The Definition of Madness

Another Financial Crisis Is Looming-Here’s Why and How It Will Play Out

By David Dayen, AlterNet

March 26, 2014

So are we on the precipice of another financial crisis, and what will it look like?

To be sure, danger still lurks in the mortgage market. The  latest get-rich-quick scheme, with private equity firms buying up foreclosed properties and renting them out, then selling bonds backed by the rental revenue streams (which look suspiciously like the bonds backed by mortgage payments that were a proximate cause of the last crisis), has the potential to blow up. And continued shenanigans with mortgage documents could lead to major headaches. A new court case against Wells Fargo uncovered a bombshell, a step-by-step  manual telling attorneys how they can fake foreclosure papers on demand; the fallout could throw into question the true ownership of millions of homes. Even subprime mortgages are in the midst of a comeback, because what could go wrong?



Recent actions from the Federal Reserve suggest that they are thinking about guarding against financial instability, amid concern that microscopic interest rates and expanded balance sheets have fed speculation.
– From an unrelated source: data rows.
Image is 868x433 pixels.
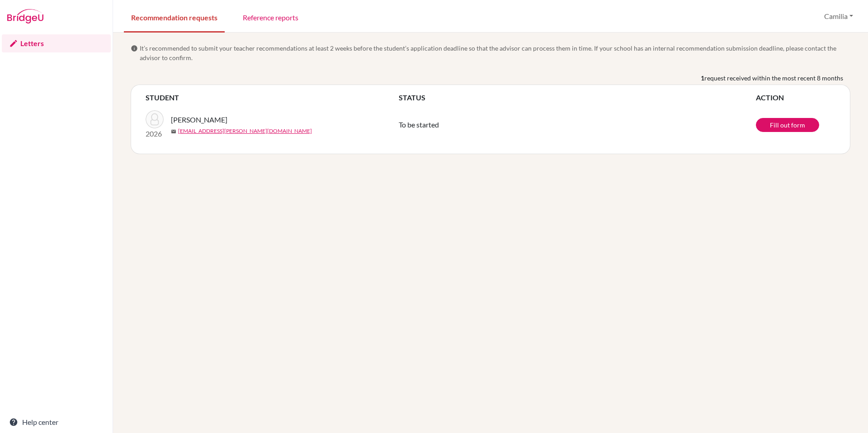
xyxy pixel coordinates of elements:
a: Letters [2,34,111,53]
a: Fill out form [756,118,819,132]
a: [EMAIL_ADDRESS][PERSON_NAME][DOMAIN_NAME] [178,127,311,135]
th: ACTION [756,92,835,103]
p: 2026 [146,128,163,139]
span: info [131,45,138,52]
span: mail [171,129,176,134]
span: To be started [399,120,439,129]
span: request received within the most recent 8 months [704,73,843,82]
button: Camilia [820,8,857,25]
a: Reference reports [235,2,305,33]
th: STATUS [399,92,756,103]
b: 1 [701,73,704,82]
a: Recommendation requests [124,2,224,33]
th: STUDENT [146,92,399,103]
a: Help center [2,413,111,431]
span: It’s recommended to submit your teacher recommendations at least 2 weeks before the student’s app... [140,44,850,63]
img: Bridge-U [7,9,44,24]
img: Saliba, Kareem [146,110,163,128]
span: [PERSON_NAME] [171,115,227,125]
In addition, the Securities and Exchange Commission recently began looking into leveraged loans that have been packaged into bonds known as collateralized loan obligations, or CLOs. These CLOs are traded privately between buyers and sellers, so regulators cannot discern whether they hide risks, or whether the sellers cheat the buyers on prices. And some of them are “synthetic” CLOs – derivatives that are basically bets on whether the underlying loans will go up or down, without any stake in the loans themselves. Recently, commercial banks have attempted to get CLOs exempt from the Volcker rule, the prohibition on trading with depositor funds. CLO issuance has skyrocketed since this lobbying push, and it could be the next vessel Wall Street uses for their gambling activities.

But whether the SEC will actually enforce securities laws on CLOs, and drive them out of the shadows, remains to be seen. And other examinations of shady derivatives deals and price-fixing, if past history is a guide, will end with cost-of-doing-business settlements instead of true accountability. Meanwhile, we are told that the economy has little to fear from big bank failures. The Federal Reserve recently released results of its stress tests on the 30 biggest banks; it claims that 29 of them would hold up in the event of a deep recession. But the stress tests, designed in conjunction with the banks subjected to them, do not realistically measure the reality of a financial crisis, and if they did, the banks would all fail them.

Ultimately, we don’t yet know exactly where the next financial crisis will emerge. But we do know how the conditions for future crises get set. When law enforcement fails to prosecute Wall Street for prior misdeeds, they give no reason for them to curb their behavior.



Similarly, the size and power of the largest financial institutions, which has only grown since the crisis, virtually guarantees similar outcomes. Congress and the White House have not yet moved to chop these behemoths down to size; as a result, their sprawling corporate structures and inadequate risk controls make them almost unmanageable.